Announcements

See the calendar on the right for the full schedule.

Friday, March 27, 2009

COPS Students - IJPP Publication

OSU COPS graduate students (Heather LaMarre, Kristen Landreville, and Michael Beam) had their work, "The Irony of Satire: Political Ideology and the Motivation to See What You Want to See in The Colbert Report," published in the International Journal of Press/Politics. Congrats!

Reference:

LaMarre, H. L., Landreville, K. D., & Beam, M. A. (2009). The irony of satire: Political ideology and the motivation to see what you want to see in The Colbert Report. International Journal of Press/Politics, 14, 212-231.

Thursday, March 26, 2009

Recent COPS Graduates Publish Lead Article in JOBEM

Recent OSU Ph.D. graduates and COPS members Lindsay Hoffman and Tiffany Thomson have the lead article in the current issue of Journal of Broadcasting & Electronic Media. Their article, based on data gathered as part of the Kids Voting Central Ohio research project, is titled "The Effect of Television Viewing on Adolescents' Civic Participation: Political Efficacy as a Mediating Mechanism."

Wednesday, March 11, 2009

Shen Gets Sole-Authored Comm Theory publication, job offer

Congratulations to Fei "Chris" Shen, who in the past week or so has received both an academic job offer and a sole-authored manuscript (based on the theory section of his dissertation) accepted for publication in Communication Theory ("An economic theory of political communication effects: How the economy conditions political learning"). Chris has accepted a job offer as assistant profesor at the City University of Hong Kong. Tell Chris "congrats" when you see him lurking the halls...

Tuesday, March 03, 2009

OSU COPS in Communication Research and Political Communication

The new issue of Communication Research is out, and in it 4 of the 6 articles are authored or co-authored by School of Communication faculty. Two of those four articles are particularly relevant to COPS and were written by COPS members. Lance, Heather, and Kristen co-authored the first, "Fanning the flames of a Partisan Divide: Debate Viewing, Vote Choice, and Perceptions of Vote Count Accuracy." The other is by Young Mie: "Issue Publics in the New Information Environment: Selectivity, Domain Specificity, and Extremity."

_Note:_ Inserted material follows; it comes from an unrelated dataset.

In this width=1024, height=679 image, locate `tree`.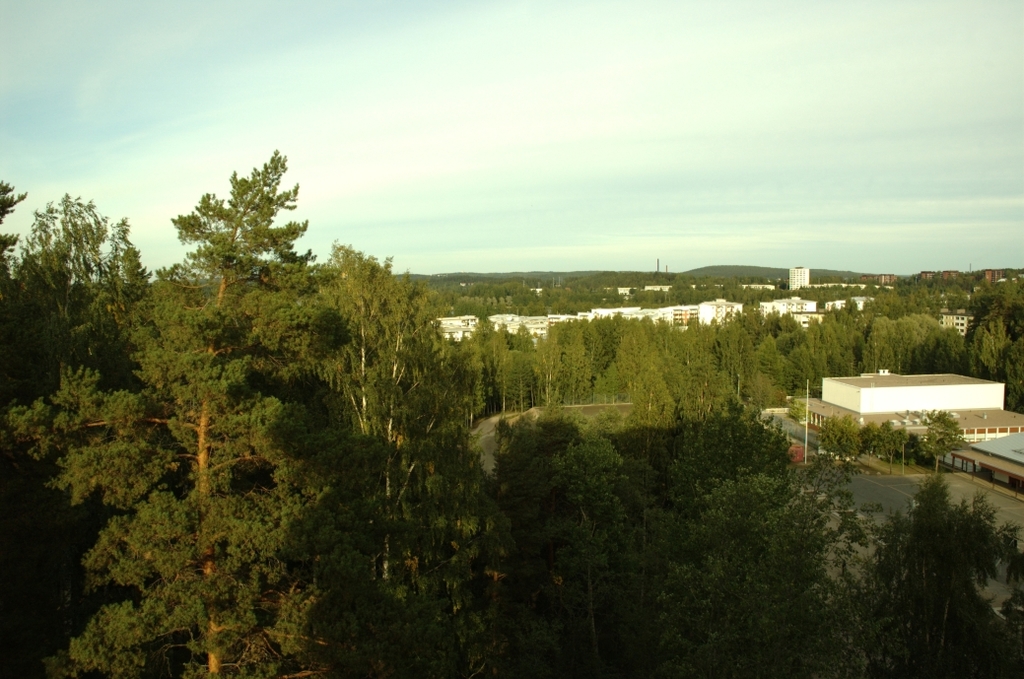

Meanwhile, over in the current issue of Political Communication -- a special issue on communication and political socialization -- we have two articles by COPS members. First, Myiah and I authored "Contextual Antecedents and Political Consequences of Adolescent Political Discussion, Discussion Elaboration, and Network Diversity." And, Carroll Glynn, Mike Huge, and Carole Lunney authored "The Influence of Perceived Social Norms on College Students' Intention to Vote."

Congrats to all the COPS members keeping our journals full of interesting and high quality research!